11: Antique Bed Frame Flower Bed

Making flower beds out of old furniture is the latest trending flower bed idea. You can have a headboard draped with gold, purple, or white flowers and pillows made of tiny privets. You can then create a mattress with grasses, flax, or violets and crown it up with a footboard made of white-flowered shrubs. 

Wrapping Up

If you’re looking to spice up your garden a little bit, these flower bed ideas could be a great way to do it. However, you need to remember that it takes some effort, time, and money to give your garden an extra splash. But at the end of the day, you’ll have a refreshing space to enjoy nature at its finest. Contact us for more information.

Discovering the Best Flower Bed Ideas for Your Home

Flower bed ideas are typically broken down one of two ways – by the color(s) that you’re going to be using and, secondly, by the kinds of materials you might use to bring your flower ideas to life (e.g., wheelbarrow flower beds). 
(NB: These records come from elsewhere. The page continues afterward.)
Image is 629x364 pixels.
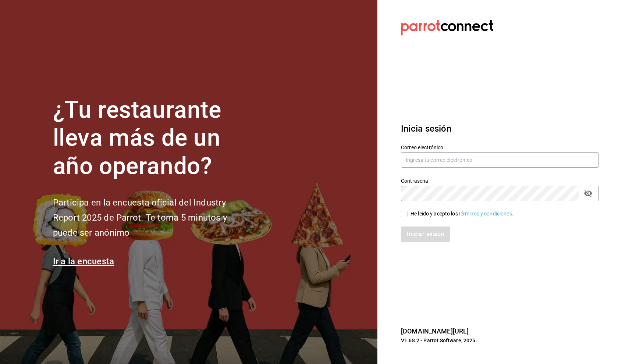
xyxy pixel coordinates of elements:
[401,336,599,344] p: V1.68.2 - Parrot Software, 2025.
[53,195,251,240] h2: Participa en la encuesta oficial del Industry Report 2025 de Parrot. Te toma 5 minutos y puede se...
[401,327,468,335] a: [DOMAIN_NAME][URL]
[582,187,594,200] button: passwordField
[401,178,599,183] label: Contraseña
[401,122,599,135] h3: Inicia sesión
[53,256,115,267] a: Ir a la encuesta
[401,152,599,168] input: Ingresa tu correo electrónico
[53,96,251,180] h1: ¿Tu restaurante lleva más de un año operando?
[401,144,599,149] label: Correo electrónico
[410,210,513,217] div: He leído y acepto los
[458,211,513,216] a: Términos y condiciones.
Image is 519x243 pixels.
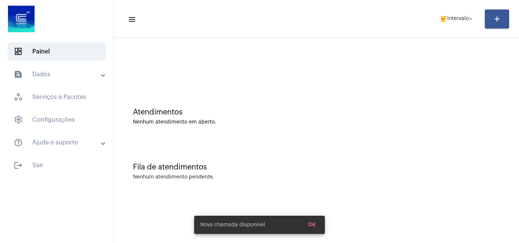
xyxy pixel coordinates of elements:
button: OK [302,218,322,232]
img: d4669ae0-8c07-2337-4f67-34b0df7f5ae4.jpeg [6,4,36,34]
div: Fila de atendimentos [133,163,500,172]
span: Nova chamada disponível [200,221,265,229]
span: Sair [8,156,106,175]
mat-icon: arrow_drop_down [467,16,474,22]
mat-expansion-panel-header: sidenav iconDados [5,65,114,84]
mat-panel-title: Ajuda e suporte [14,138,101,147]
mat-icon: add [492,14,501,24]
mat-icon: sidenav icon [128,15,135,24]
span: OK [308,223,316,228]
span: Configurações [8,111,106,129]
div: Nenhum atendimento pendente. [133,175,214,180]
span: sidenav icon [14,115,23,125]
span: sidenav icon [14,93,23,102]
span: sidenav icon [14,47,23,56]
div: Atendimentos [133,108,500,117]
mat-icon: sidenav icon [14,161,23,170]
span: Painel [8,43,106,61]
span: Intervalo [447,16,469,22]
mat-icon: sidenav icon [14,70,23,79]
mat-panel-title: Dados [14,70,101,79]
button: Intervalo [435,11,479,27]
mat-icon: sidenav icon [14,138,23,147]
span: Serviços e Pacotes [8,88,106,106]
mat-expansion-panel-header: sidenav iconAjuda e suporte [5,134,114,152]
mat-icon: coffee [439,15,447,23]
div: Nenhum atendimento em aberto. [133,120,500,125]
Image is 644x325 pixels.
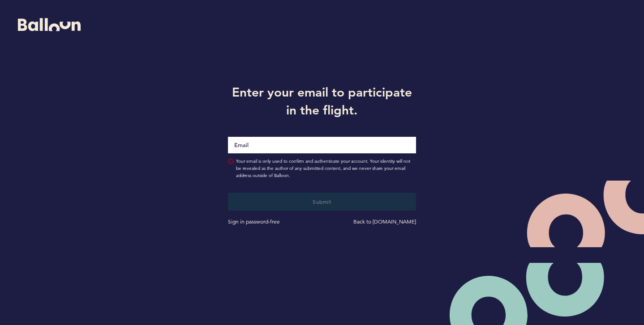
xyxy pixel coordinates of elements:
span: Your email is only used to confirm and authenticate your account. Your identity will not be revea... [236,158,415,179]
a: Back to [DOMAIN_NAME] [353,218,416,225]
span: Submit [313,198,330,206]
input: Email [228,137,415,153]
a: Sign in password-free [228,218,280,225]
h1: Enter your email to participate in the flight. [221,83,422,119]
button: Submit [228,193,415,211]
Monochromatic Flower Beds 

Monochromatic is a blend of two words – mono, which means one, and chromatic, which refers to color. Monochromatic flower beds are designed from blooms that are all the same color

A monochromatic flower bed can add a splash of color to your outdoor landscape, and the thing to bear in mind is that, although everything will be one color, you can use various shades and textures to create a stunning effect. 

Flower Bed Ideas

Purples and yellows are very popular variations when it comes to monochromatic flower bed ideas. 
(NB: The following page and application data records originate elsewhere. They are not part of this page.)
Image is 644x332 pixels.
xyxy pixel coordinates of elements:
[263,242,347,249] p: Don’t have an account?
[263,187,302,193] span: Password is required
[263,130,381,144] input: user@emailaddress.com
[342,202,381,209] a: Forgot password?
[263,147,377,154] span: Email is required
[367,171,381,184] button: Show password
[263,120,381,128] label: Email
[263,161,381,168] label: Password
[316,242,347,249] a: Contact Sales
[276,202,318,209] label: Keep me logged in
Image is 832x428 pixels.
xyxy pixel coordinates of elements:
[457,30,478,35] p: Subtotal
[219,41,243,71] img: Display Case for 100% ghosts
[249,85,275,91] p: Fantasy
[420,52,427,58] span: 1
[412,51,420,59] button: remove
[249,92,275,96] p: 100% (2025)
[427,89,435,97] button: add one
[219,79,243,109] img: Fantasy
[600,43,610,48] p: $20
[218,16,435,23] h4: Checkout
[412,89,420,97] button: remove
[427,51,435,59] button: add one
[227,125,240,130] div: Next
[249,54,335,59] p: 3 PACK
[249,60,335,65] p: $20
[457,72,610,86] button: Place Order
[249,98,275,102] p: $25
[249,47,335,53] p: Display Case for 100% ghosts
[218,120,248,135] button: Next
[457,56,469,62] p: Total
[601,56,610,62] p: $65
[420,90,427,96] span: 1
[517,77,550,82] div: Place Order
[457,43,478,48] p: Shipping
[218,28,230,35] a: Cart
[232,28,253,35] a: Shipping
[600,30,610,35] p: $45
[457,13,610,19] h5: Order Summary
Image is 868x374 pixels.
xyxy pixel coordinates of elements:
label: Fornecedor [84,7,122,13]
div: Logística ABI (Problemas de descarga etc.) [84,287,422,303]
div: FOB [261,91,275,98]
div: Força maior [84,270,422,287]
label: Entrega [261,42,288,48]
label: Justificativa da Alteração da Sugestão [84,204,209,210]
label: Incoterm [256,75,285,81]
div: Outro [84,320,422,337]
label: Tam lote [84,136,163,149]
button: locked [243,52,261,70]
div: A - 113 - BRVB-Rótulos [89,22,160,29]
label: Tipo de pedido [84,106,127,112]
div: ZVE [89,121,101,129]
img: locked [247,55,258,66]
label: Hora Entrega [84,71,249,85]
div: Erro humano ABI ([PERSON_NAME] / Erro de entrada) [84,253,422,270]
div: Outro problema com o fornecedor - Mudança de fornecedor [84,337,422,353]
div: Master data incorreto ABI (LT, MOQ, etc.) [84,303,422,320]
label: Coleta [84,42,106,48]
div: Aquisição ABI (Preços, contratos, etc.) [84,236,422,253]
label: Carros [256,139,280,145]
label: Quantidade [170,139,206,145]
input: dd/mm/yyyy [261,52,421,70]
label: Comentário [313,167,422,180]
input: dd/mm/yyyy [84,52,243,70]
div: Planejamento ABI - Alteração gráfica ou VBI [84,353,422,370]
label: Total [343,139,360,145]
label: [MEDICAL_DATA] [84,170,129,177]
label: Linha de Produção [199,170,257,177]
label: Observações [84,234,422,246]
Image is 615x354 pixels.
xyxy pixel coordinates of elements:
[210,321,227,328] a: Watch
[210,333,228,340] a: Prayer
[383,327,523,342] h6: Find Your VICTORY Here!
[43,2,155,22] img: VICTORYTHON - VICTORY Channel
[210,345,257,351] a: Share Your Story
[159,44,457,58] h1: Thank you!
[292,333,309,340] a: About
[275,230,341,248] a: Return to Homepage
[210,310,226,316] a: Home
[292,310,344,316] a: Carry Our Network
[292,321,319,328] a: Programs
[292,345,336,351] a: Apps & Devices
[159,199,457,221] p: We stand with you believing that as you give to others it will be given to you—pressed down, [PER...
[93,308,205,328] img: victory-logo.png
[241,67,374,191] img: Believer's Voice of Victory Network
With a purple monochromatic flower bed, you have a lot of beautiful flowers to choose from: lavender, sage, leather flower, hydrangea, and grape hyacinth. A walkway lined with lavender can be absolutely breathtaking.

A yellow color scheme is also a popular choice for monochromatic gardens. Yellow gardens let you blend in deep golden hues with paler flowers with an almost buttery accent. 
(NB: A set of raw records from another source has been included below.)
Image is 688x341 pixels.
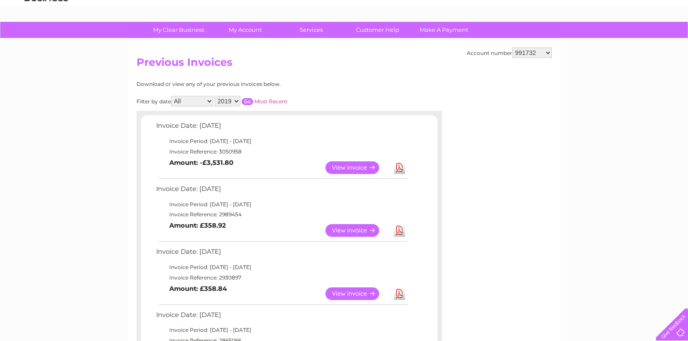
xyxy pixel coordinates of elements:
a: Blog [612,37,625,44]
b: Amount: £358.92 [169,222,226,230]
a: Telecoms [581,37,607,44]
td: Invoice Period: [DATE] - [DATE] [154,136,409,147]
img: logo.png [24,23,69,49]
a: Download [394,288,405,300]
h2: Previous Invoices [137,56,552,73]
td: Invoice Period: [DATE] - [DATE] [154,262,409,273]
td: Invoice Date: [DATE] [154,246,409,262]
a: Energy [556,37,576,44]
td: Invoice Date: [DATE] [154,309,409,326]
a: View [326,224,390,237]
td: Invoice Reference: 3050958 [154,147,409,157]
td: Invoice Period: [DATE] - [DATE] [154,199,409,210]
a: Log out [659,37,680,44]
a: Most Recent [254,98,288,105]
td: Invoice Reference: 2930897 [154,273,409,283]
a: My Clear Business [143,22,215,38]
a: My Account [209,22,281,38]
b: Amount: -£3,531.80 [169,159,233,167]
div: Download or view any of your previous invoices below. [137,81,366,87]
a: Download [394,161,405,174]
a: 0333 014 3131 [524,4,584,15]
a: Customer Help [342,22,414,38]
a: Contact [630,37,652,44]
div: Clear Business is a trading name of Verastar Limited (registered in [GEOGRAPHIC_DATA] No. 3667643... [138,5,551,42]
div: Account number [467,48,552,58]
a: Download [394,224,405,237]
a: Water [535,37,551,44]
div: Filter by date [137,96,366,106]
a: View [326,161,390,174]
td: Invoice Date: [DATE] [154,120,409,136]
a: Make A Payment [408,22,480,38]
td: Invoice Reference: 2989454 [154,209,409,220]
td: Invoice Date: [DATE] [154,183,409,199]
a: Services [275,22,347,38]
b: Amount: £358.84 [169,285,227,293]
a: View [326,288,390,300]
td: Invoice Period: [DATE] - [DATE] [154,325,409,336]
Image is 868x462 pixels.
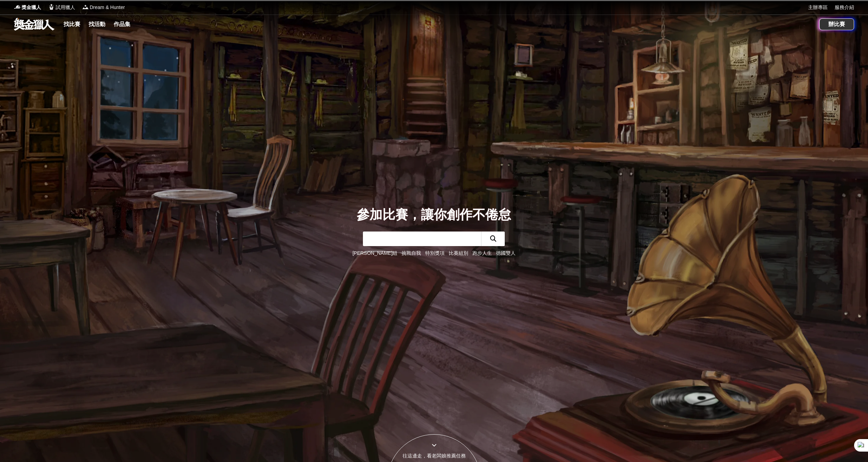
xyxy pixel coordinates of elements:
img: Logo [14,3,21,10]
a: LogoDream & Hunter [82,4,125,11]
a: 主辦專區 [808,4,827,11]
a: 跑步人生 [473,250,492,256]
span: 試用獵人 [56,4,75,11]
div: 往這邊走，看老闆娘推薦任務 [388,452,480,460]
a: Logo獎金獵人 [14,4,41,11]
span: 獎金獵人 [21,4,41,11]
a: 找活動 [86,20,108,29]
div: 參加比賽，讓你創作不倦怠 [353,206,515,225]
a: 特別獎項 [425,250,445,256]
span: Dream & Hunter [90,4,125,11]
a: 德國雙人 [496,250,515,256]
a: 找比賽 [61,20,83,29]
a: 挑戰自我 [401,250,421,256]
a: [PERSON_NAME]組 [353,250,397,256]
a: 作品集 [111,20,133,29]
a: 比賽組別 [449,250,468,256]
a: 辦比賽 [819,18,854,30]
a: 服務介紹 [835,4,854,11]
a: Logo試用獵人 [48,4,75,11]
img: Logo [48,3,55,10]
img: Logo [82,3,89,10]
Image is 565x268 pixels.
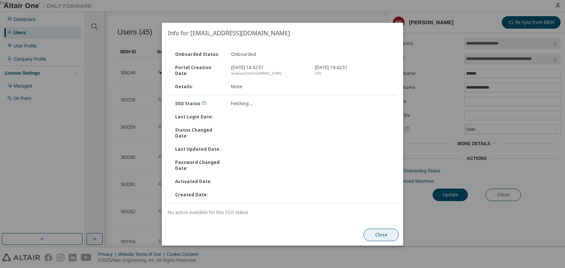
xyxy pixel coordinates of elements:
[363,229,399,241] button: Close
[171,146,227,152] div: Last Updated Date :
[310,65,394,76] div: [DATE] 19:42:51
[171,160,227,171] div: Password Changed Date :
[315,71,390,76] div: UTC
[171,65,227,76] div: Portal Creation Date :
[171,101,227,107] div: SSO Status :
[231,71,306,76] div: America/[GEOGRAPHIC_DATA]
[168,210,397,216] div: No action available for this SSO status
[171,179,227,185] div: Activated Date :
[171,192,227,198] div: Created Date :
[171,114,227,120] div: Last Login Date :
[227,65,310,76] div: [DATE] 14:42:51
[227,84,310,90] div: None
[171,51,227,57] div: Onboarded Status :
[227,101,310,107] div: Fetching ...
[171,127,227,139] div: Status Changed Date :
[171,84,227,90] div: Details :
[162,23,403,43] h2: Info for [EMAIL_ADDRESS][DOMAIN_NAME]
[227,51,310,57] div: Onboarded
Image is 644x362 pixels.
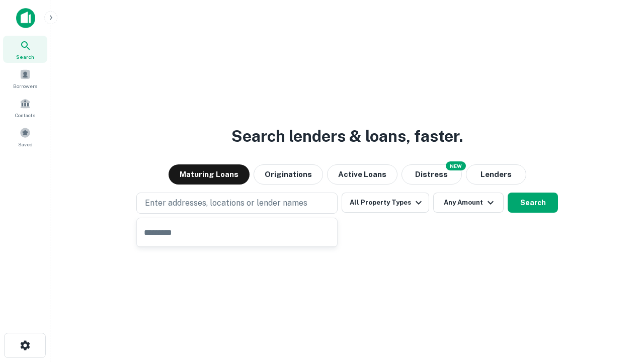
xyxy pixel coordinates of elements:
a: Borrowers [3,65,48,92]
button: Search distressed loans with lien and other non-mortgage details. [402,164,462,185]
span: Saved [18,140,33,148]
iframe: Chat Widget [594,281,644,330]
span: Borrowers [13,82,37,90]
span: Contacts [15,111,35,119]
button: Active Loans [327,164,397,185]
span: Search [16,53,34,61]
a: Saved [3,123,48,150]
p: Enter addresses, locations or lender names [145,197,307,209]
button: Enter addresses, locations or lender names [136,193,338,214]
button: Originations [254,164,323,185]
img: capitalize-icon.png [16,8,35,28]
button: Any Amount [433,193,503,213]
button: All Property Types [342,193,429,213]
button: Maturing Loans [169,164,249,185]
button: Search [508,193,558,213]
div: NEW [446,161,466,170]
a: Search [3,36,48,63]
h3: Search lenders & loans, faster. [231,124,463,148]
button: Lenders [466,164,526,185]
a: Contacts [3,94,48,121]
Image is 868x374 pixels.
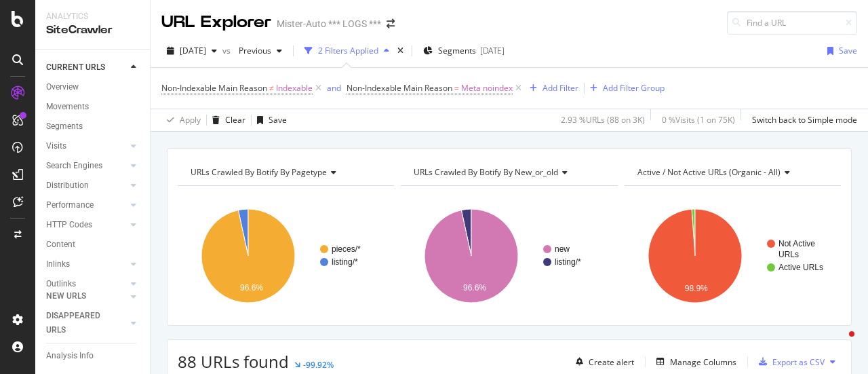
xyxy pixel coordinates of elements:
text: listing/* [555,257,581,266]
a: NEW URLS [46,289,127,303]
div: Save [838,45,857,56]
button: Add Filter Group [584,80,665,96]
svg: A chart. [624,196,837,315]
div: arrow-right-arrow-left [387,19,395,28]
a: Visits [46,139,127,153]
div: DISAPPEARED URLS [46,308,115,337]
button: and [327,82,341,95]
h4: Active / Not Active URLs [634,162,828,183]
button: Segments[DATE] [418,40,510,61]
button: 2 Filters Applied [299,40,395,61]
h4: URLs Crawled By Botify By pagetype [188,162,382,183]
span: Non-Indexable Main Reason [346,82,452,94]
a: CURRENT URLS [46,61,127,74]
text: 96.6% [463,283,486,292]
span: = [454,82,459,94]
button: Clear [207,109,245,131]
div: -99.92% [303,359,333,370]
text: listing/* [331,257,358,266]
div: 2.93 % URLs ( 88 on 3K ) [561,114,644,126]
div: URL Explorer [162,11,271,34]
button: Save [252,109,286,131]
a: DISAPPEARED URLS [46,308,127,337]
span: URLs Crawled By Botify By pagetype [190,166,327,178]
span: Active / Not Active URLs (organic - all) [637,166,780,178]
div: CURRENT URLS [46,61,105,74]
text: pieces/* [331,244,361,253]
div: 0 % Visits ( 1 on 75K ) [662,114,735,126]
div: Manage Columns [670,356,736,368]
div: times [395,44,406,58]
a: Inlinks [46,257,127,271]
a: Distribution [46,178,127,193]
div: Segments [46,119,83,134]
button: Previous [233,40,287,61]
text: URLs [779,250,799,259]
text: Active URLs [779,263,823,272]
a: HTTP Codes [46,218,127,232]
div: Apply [180,114,201,126]
a: Outlinks [46,277,127,291]
iframe: Intercom live chat [822,328,854,360]
span: 2025 Aug. 12th [180,45,206,56]
div: Content [46,238,75,252]
div: SiteCrawler [46,22,139,38]
div: Clear [225,114,245,126]
div: Switch back to Simple mode [752,114,857,126]
span: Previous [233,45,271,56]
svg: A chart. [177,196,390,315]
div: Performance [46,198,94,212]
div: NEW URLS [46,289,86,303]
button: Manage Columns [651,353,736,370]
div: Distribution [46,178,89,193]
span: Indexable [276,79,312,97]
a: Performance [46,198,127,212]
span: Meta noindex [461,79,512,97]
button: Export as CSV [753,351,824,373]
div: [DATE] [480,45,504,56]
svg: A chart. [400,196,613,315]
div: Add Filter Group [602,82,665,94]
button: Save [822,40,857,61]
div: Search Engines [46,159,102,173]
span: ≠ [269,82,274,94]
h4: URLs Crawled By Botify By new_or_old [411,162,605,183]
div: Create alert [588,356,634,368]
div: Outlinks [46,277,76,291]
a: Search Engines [46,159,127,173]
a: Segments [46,119,140,134]
text: 96.6% [240,283,263,292]
div: HTTP Codes [46,218,92,232]
a: Overview [46,80,140,95]
div: Movements [46,100,89,114]
button: [DATE] [162,40,222,61]
div: Inlinks [46,257,70,271]
button: Switch back to Simple mode [746,109,857,131]
span: 88 URLs found [177,350,289,373]
div: Visits [46,139,66,153]
text: Not Active [779,239,815,248]
text: new [555,244,569,253]
div: 2 Filters Applied [318,45,378,56]
text: 98.9% [684,284,707,293]
span: Segments [438,45,476,56]
button: Apply [162,109,201,131]
span: Non-Indexable Main Reason [162,82,267,94]
div: Analytics [46,11,139,22]
div: Overview [46,80,79,95]
div: Add Filter [543,82,578,94]
span: vs [222,45,233,56]
button: Add Filter [524,80,578,96]
div: Save [268,114,286,126]
span: URLs Crawled By Botify By new_or_old [413,166,558,178]
div: Analysis Info [46,349,94,363]
div: Export as CSV [772,356,824,368]
button: Create alert [570,351,634,373]
input: Find a URL [727,11,857,35]
a: Movements [46,100,140,114]
div: and [327,82,341,94]
a: Content [46,238,140,252]
a: Analysis Info [46,349,140,363]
The Denver Daisy – a.k.a., Black-eyed Susan – and marigolds are great for adding deeper shades of yellow to a backdrop of a more mellow flower like the annual nasturtium. 

Keep in mind that blues, whites, and violet flowers will have a more calming effect in your garden whereas warmer colors like red and yellow can create instant excitment! 

Dichromatic and Ombre Flower Bed Ideas 

Dichromatic means two colors wheras ombre is a French word that means you’re going to be using a blend of colors that gradually blend in to each other. 

If you only want to use two colors, with varying shades of each color, then you probably want to look into a dichromatic garden. You’ll also want to consider using contrasting yet complementery colors to create the most powerful aesthetic look. 

If you’re feeling more adventurous, then an ombre flower bed might be the way to go. Ombre flower beds typically blend some of the cool hues and warm hues discussed above to gradually blend in flowers with a lighter hue with dark hues. 

An ombre flower bed typically starts off with a walkway made of flowers of a cooler, softer hue so that the eye gradually gets more and more captivated with the darker tones at the back of the garden. 

Wheelbarrow Flower Garden

Sometimes called wheelbarrow planters, a wheelbarrow flower garden can be made using a wheelbarrow that’s rusted-out, cracked, or has a broken wheel. 

The wheelbarrow, though, should have holes in the bottom to allow excess water to drain out. The big benefit to a wheelbarrow flower garden is that you can move it to an area with more sunlight.

Walkway Flower Beds 

As alluded to above, a walkway flower bed can be a wonderful segue into a captivating garden or a landscaping effect all its own.

Millions of homeowners have already beautified their homes with a walkway flower bed culminating with their front door.

Walkway flower beds actually touch on a difference with gardens in general – a walkway flower bed would be an example of a formal garden path with right angles and straight lines. 

That said, a walkway flower bed could open up into an informal pathway kind of garden (the second type) where you would have a meandering or curved path. A crescent-moon type of garden in the front yard would be an example of this second type.